In diagnosing, I am concerned about how my client will react to the diagnosis I have given, especially when the client has a major mental illness such as borderline personality disorder (BPD), schizophrenia, bi-polar, dissociative identity disorder, autistic spectrum disorder, and obsessive-compulsive disorder (OCD), among others.  BPD still has a high amount of stigma in the world of psychological treatment, and although there is DBT (Dialetical Behavior Therapy) and other approaches which have improved the lives of people with BPD, there are those with profound symptomology that defy therapy and medical management. I do take people with BPD, and this population is still quite a challenge to work with. The stigma remains surrounding this diagnosis. Some people are diagnosed with bi-polar disorder instead because there is less stigma attached.
In diagnosis, there is often comordity and co-occurring disorders, so diagnosis can be very complicated. I still know its necessary. It is important that we remember that these are foremost people, not the diagnoses they have been labelled with.

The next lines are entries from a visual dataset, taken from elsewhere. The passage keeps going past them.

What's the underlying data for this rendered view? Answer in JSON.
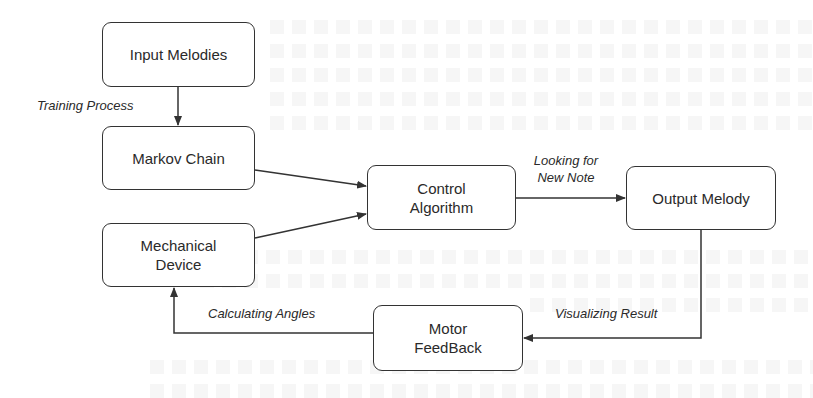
{
  "diagram": {
    "nodes": [
      {
        "id": "input",
        "label_lines": [
          "Input Melodies"
        ]
      },
      {
        "id": "markov",
        "label_lines": [
          "Markov Chain"
        ]
      },
      {
        "id": "mechanical",
        "label_lines": [
          "Mechanical",
          "Device"
        ]
      },
      {
        "id": "control",
        "label_lines": [
          "Control",
          "Algorithm"
        ]
      },
      {
        "id": "output",
        "label_lines": [
          "Output Melody"
        ]
      },
      {
        "id": "motor",
        "label_lines": [
          "Motor",
          "FeedBack"
        ]
      }
    ],
    "edges": [
      {
        "from": "input",
        "to": "markov",
        "label_lines": [
          "Training Process"
        ]
      },
      {
        "from": "markov",
        "to": "control",
        "label_lines": []
      },
      {
        "from": "mechanical",
        "to": "control",
        "label_lines": []
      },
      {
        "from": "control",
        "to": "output",
        "label_lines": [
          "Looking for",
          "New Note"
        ]
      },
      {
        "from": "output",
        "to": "motor",
        "label_lines": [
          "Visualizing Result"
        ]
      },
      {
        "from": "motor",
        "to": "mechanical",
        "label_lines": [
          "Calculating Angles"
        ]
      }
    ],
    "colors": {
      "stroke": "#333333",
      "text": "#2a2a2a",
      "background": "#ffffff"
    }
  }
}
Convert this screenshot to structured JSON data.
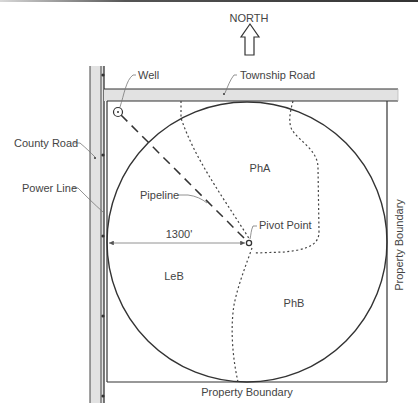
{
  "compass": {
    "label": "NORTH"
  },
  "labels": {
    "well": "Well",
    "township_road": "Township Road",
    "county_road": "County Road",
    "power_line": "Power Line",
    "pipeline": "Pipeline",
    "pivot_point": "Pivot Point",
    "dimension": "1300'",
    "property_boundary_bottom": "Property Boundary",
    "property_boundary_right": "Property Boundary"
  },
  "soil_zones": [
    {
      "id": "PhA",
      "label": "PhA"
    },
    {
      "id": "LeB",
      "label": "LeB"
    },
    {
      "id": "PhB",
      "label": "PhB"
    }
  ],
  "colors": {
    "line": "#333333",
    "road_fill": "#e2e2e2",
    "text": "#444444",
    "background": "#ffffff"
  }
}
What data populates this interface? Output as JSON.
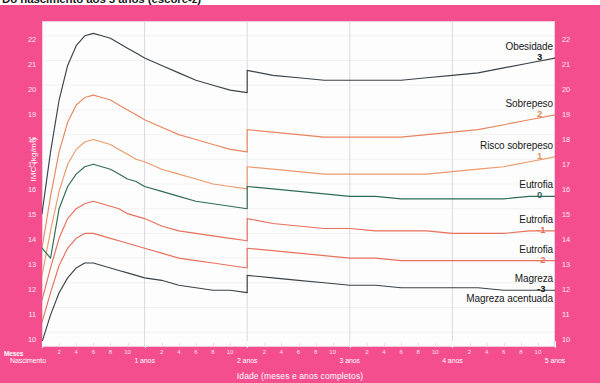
{
  "title": "Do nascimento aos 5 anos (escore-z)",
  "axes": {
    "y_label": "IMC (kg/m²)",
    "x_label": "Idade (meses e anos completos)",
    "months_label": "Meses",
    "birth_label": "Nascimento",
    "y_ticks": [
      "22",
      "21",
      "20",
      "19",
      "18",
      "17",
      "16",
      "15",
      "14",
      "13",
      "12",
      "11",
      "10"
    ],
    "month_ticks": [
      "2",
      "4",
      "6",
      "8",
      "10",
      "2",
      "4",
      "6",
      "8",
      "10",
      "2",
      "4",
      "6",
      "8",
      "10",
      "2",
      "4",
      "6",
      "8",
      "10",
      "2",
      "4",
      "6",
      "8",
      "10"
    ],
    "year_labels": [
      "1 anos",
      "2 anos",
      "3 anos",
      "4 anos",
      "5 anos"
    ]
  },
  "colors": {
    "panel_pink": "#f54e8e",
    "plot_bg": "#fdfdfd",
    "grid": "#d9d9e0",
    "curve_z3": "#3c4248",
    "curve_z2": "#e8875f",
    "curve_z1": "#eb9a6b",
    "curve_z0": "#2f6b58",
    "curve_zm1": "#e8705c",
    "curve_zm2": "#e8705c",
    "curve_zm3": "#3c4248",
    "tick_text": "#ffe9f1",
    "legend_text": "#17181a"
  },
  "legend": [
    {
      "name": "Obesidade",
      "z": "3",
      "color": "#17181a"
    },
    {
      "name": "Sobrepeso",
      "z": "2",
      "color": "#e08a52"
    },
    {
      "name": "Risco  sobrepeso",
      "z": "1",
      "color": "#e09a5c"
    },
    {
      "name": "Eutrofia",
      "z": "0",
      "color": "#2f6b58"
    },
    {
      "name": "Eutrofia",
      "z": "-1",
      "color": "#e8705c"
    },
    {
      "name": "Eutrofia",
      "z": "-2",
      "color": "#e8705c"
    },
    {
      "name": "Magreza",
      "z": "-3",
      "color": "#17181a"
    },
    {
      "name": "Magreza acentuada",
      "z": "",
      "color": "#17181a"
    }
  ],
  "chart_data": {
    "type": "line",
    "title": "Do nascimento aos 5 anos (escore-z)",
    "xlabel": "Idade (meses e anos completos)",
    "ylabel": "IMC (kg/m²)",
    "xlim": [
      0,
      60
    ],
    "ylim": [
      9.4,
      22.6
    ],
    "grid": true,
    "legend_position": "right",
    "x_unit": "months",
    "x": [
      0,
      1,
      2,
      3,
      4,
      5,
      6,
      7,
      8,
      9,
      10,
      11,
      12,
      14,
      16,
      18,
      20,
      22,
      24,
      24,
      27,
      30,
      33,
      36,
      39,
      42,
      45,
      48,
      51,
      54,
      57,
      60
    ],
    "series": [
      {
        "name": "Obesidade (z=+3)",
        "z": 3,
        "color": "#3c4248",
        "values": [
          14.8,
          17.3,
          19.4,
          20.8,
          21.6,
          22.0,
          22.1,
          22.0,
          21.9,
          21.7,
          21.5,
          21.3,
          21.1,
          20.8,
          20.5,
          20.2,
          20.0,
          19.8,
          19.7,
          20.6,
          20.4,
          20.3,
          20.2,
          20.2,
          20.2,
          20.2,
          20.3,
          20.4,
          20.5,
          20.7,
          20.9,
          21.1
        ]
      },
      {
        "name": "Sobrepeso (z=+2)",
        "z": 2,
        "color": "#e8875f",
        "values": [
          13.4,
          15.5,
          17.3,
          18.5,
          19.2,
          19.5,
          19.6,
          19.5,
          19.4,
          19.2,
          19.0,
          18.8,
          18.6,
          18.3,
          18.0,
          17.8,
          17.6,
          17.4,
          17.3,
          18.2,
          18.1,
          18.0,
          17.9,
          17.9,
          17.9,
          17.9,
          18.0,
          18.1,
          18.2,
          18.4,
          18.6,
          18.8
        ]
      },
      {
        "name": "Risco sobrepeso (z=+1)",
        "z": 1,
        "color": "#eb9a6b",
        "values": [
          12.3,
          14.1,
          15.7,
          16.8,
          17.4,
          17.7,
          17.8,
          17.7,
          17.6,
          17.4,
          17.2,
          17.0,
          16.9,
          16.6,
          16.4,
          16.2,
          16.0,
          15.9,
          15.8,
          16.7,
          16.6,
          16.5,
          16.4,
          16.4,
          16.4,
          16.4,
          16.4,
          16.5,
          16.6,
          16.7,
          16.9,
          17.1
        ]
      },
      {
        "name": "Eutrofia (z=0)",
        "z": 0,
        "color": "#2f6b58",
        "values": [
          13.4,
          13.0,
          15.0,
          15.9,
          16.4,
          16.7,
          16.8,
          16.7,
          16.6,
          16.4,
          16.2,
          16.1,
          15.9,
          15.7,
          15.5,
          15.3,
          15.2,
          15.1,
          15.0,
          15.9,
          15.8,
          15.7,
          15.6,
          15.5,
          15.5,
          15.4,
          15.4,
          15.4,
          15.4,
          15.4,
          15.5,
          15.5
        ]
      },
      {
        "name": "Eutrofia (z=-1)",
        "z": -1,
        "color": "#e8705c",
        "values": [
          11.3,
          12.6,
          13.8,
          14.6,
          15.0,
          15.2,
          15.3,
          15.2,
          15.1,
          15.0,
          14.8,
          14.7,
          14.6,
          14.3,
          14.1,
          14.0,
          13.9,
          13.8,
          13.7,
          14.6,
          14.4,
          14.3,
          14.2,
          14.2,
          14.1,
          14.1,
          14.1,
          14.0,
          14.0,
          14.0,
          14.1,
          14.1
        ]
      },
      {
        "name": "Eutrofia (z=-2)",
        "z": -2,
        "color": "#e8705c",
        "values": [
          10.4,
          11.6,
          12.7,
          13.4,
          13.8,
          14.0,
          14.0,
          13.9,
          13.8,
          13.7,
          13.6,
          13.5,
          13.4,
          13.2,
          13.0,
          12.9,
          12.8,
          12.7,
          12.6,
          13.4,
          13.3,
          13.2,
          13.1,
          13.0,
          13.0,
          12.9,
          12.9,
          12.9,
          12.9,
          12.9,
          12.9,
          12.9
        ]
      },
      {
        "name": "Magreza (z=-3)",
        "z": -3,
        "color": "#3c4248",
        "values": [
          9.6,
          10.7,
          11.6,
          12.2,
          12.6,
          12.8,
          12.8,
          12.7,
          12.6,
          12.5,
          12.4,
          12.3,
          12.2,
          12.1,
          11.9,
          11.8,
          11.7,
          11.7,
          11.6,
          12.3,
          12.2,
          12.1,
          12.0,
          11.9,
          11.9,
          11.8,
          11.8,
          11.8,
          11.8,
          11.7,
          11.7,
          11.7
        ]
      }
    ],
    "annotations": [
      "Discontinuidade na curva aos 2 anos (mudança de comprimento para estatura)"
    ]
  }
}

I do not like the newest DSM-5 as much as previous versions, like DSM-4. There were changes in how autism is diagnosed and labelled, grouping  people whose diagnosis was Aspergers Syndrome to the broad spectrum of Autistic Spectrum Disorder (ASD). I personally know clients and friends who prefer to refer to themselves or their associates as having Aspergers Syndrome and continue to use that terminology, although it no longer exists in the new DSM. Another change in the DSM-5 was to rearrange the personality disorders so that there are no longer clusters of personality disorders with similar or related symptoms, such as Clusters A, B or C. I found that organization to be useful in my conception for treatment modalities for my clients.
Psychopathology includes any mental illness diagnosis that exists. It may be depression, anxiety, personality disorders, dissociative disorders, developmental disorders like autism, eating disorders, schizophrenia and more.  How I would explain psychopathology to my grandmother would be to ask her to remember what she called her nervous breakdown.  There was even more stigma attached to even depression or anxiety in her middle adulthood. My grandmother took to her bed, over-sleeping and eating very little, with many tears and no motivation to get up for anything, including personal hygiene or housework or for a leisurely walk around the house or outdoors.  Because of the stigma, I believe medical doctors blamed mental illness on the nervous system, thereby averting attention to a physical illness. My grandfather was told to ignore my grandmother and her symptoms. He was told to ignore her tears and sadness! Over time she recovered, but she would openly refer to her nervous breakdown to family members whenever a friend of hers would die (as my grandmother far outlived her friends and family as she lived to age 96). My grandmother obviously knew her nervous breakdown was due to psychic distress and profound sadness, an emotional illness.  Psychopathology was referred to a nervous breakdown by laypeople far into the late part of the twentieth century, and took many different forms. There was scant medication for mental illness in the early part of last century. Psyche means the mind and pathology means illness.

Craighead, E. W., Miklowitz, D. J., & Craighead, L. W. (2013). Psychopathology: History, diagnosis and empirical foundations (2nd ed.). Hoboken, NJ: Wiley.

Diagnostic and statistical manual of mental disorders: DSM-5. (2013). Washington, DC: American Psychiatric Association. (Saybrook University library: PsychiatryOnline database.